Private equity has become a massive $4.4 trillion industry that could more than double by 2025. It has an outsized impact on our economy and our lives, sometimes controlling our water and electricity, our household brands, our roads, highways and trains, and even our schools, homes and places of work. Yet despite its reach and impact, the industry fails to come close to representing the population at large. Fewer than 10% of senior roles are held by women; at its upper echelons, that figure drops to a mere 5%. Sunaina Sinha Haldea, the managing partner at leading placement agent and secondary market advisor Cebile Capital, is chipping away at private equity’s thick glass ceiling and redefining what success looks like in this vitally important but poorly understood industry.

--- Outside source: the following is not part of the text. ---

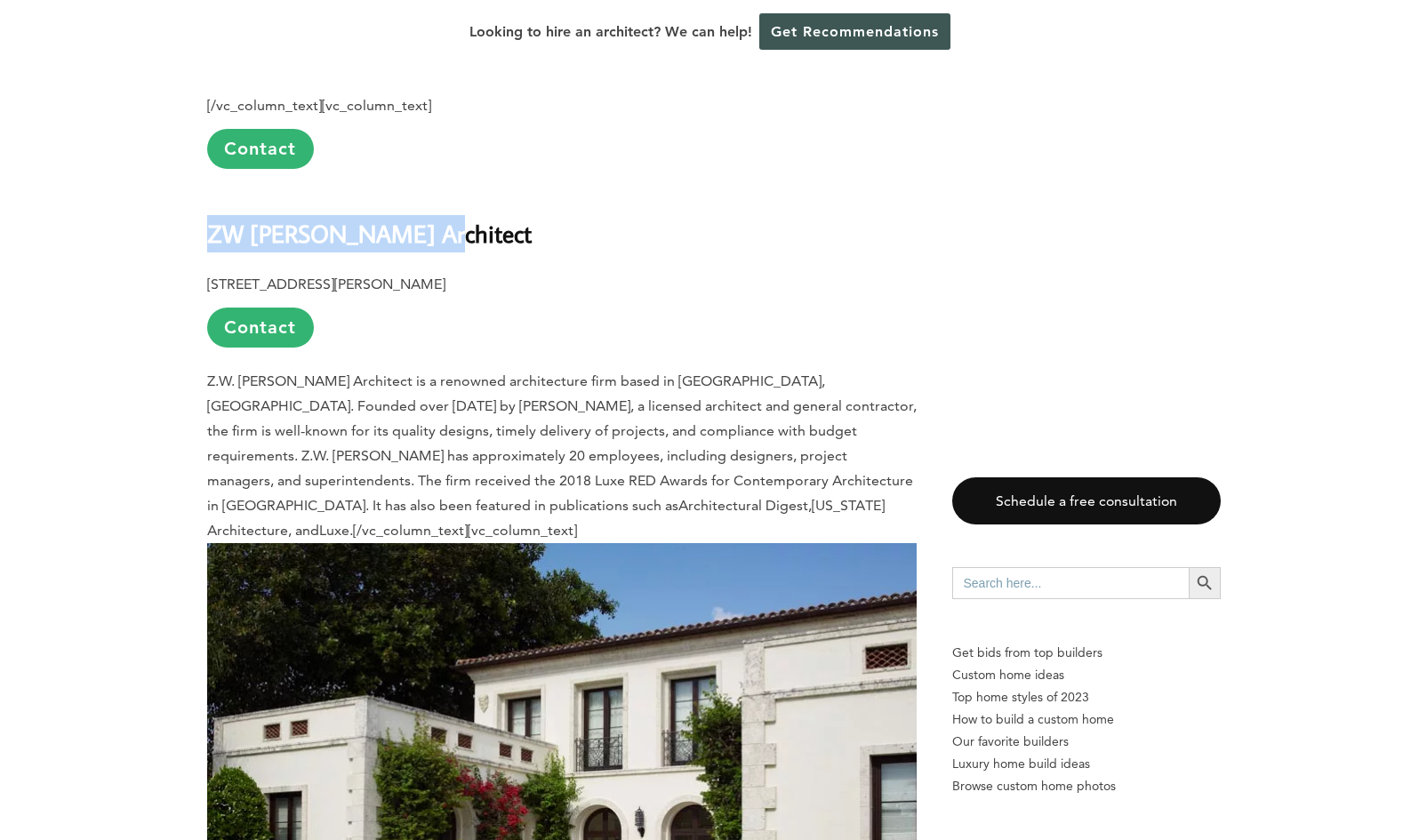 Image resolution: width=1427 pixels, height=840 pixels. Describe the element at coordinates (1087, 674) in the screenshot. I see `p: Custom home ideas` at that location.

Cebile Capital has offices in New York, Los Angeles and London and oversees billions of dollars in deal transactions per year across a spectrum of sectors, from technology to utilities and agriculture. In stark contrast to the industry as a whole, Haldea’s firm is highly diverse: More than half of the employees are women or minorities. “I saw an unmet need in the market for a private equity advisory firm that is solely focused on mid-market firms and that acts as a strategic partner—not just another service provider—to its private equity clients.”

“We have achieved this by advising on a myriad of liquidity solutions and raising capital for successive funds, co-investments and direct deals for private equity general partners,” said Haldea on why she founded Cebile Capital.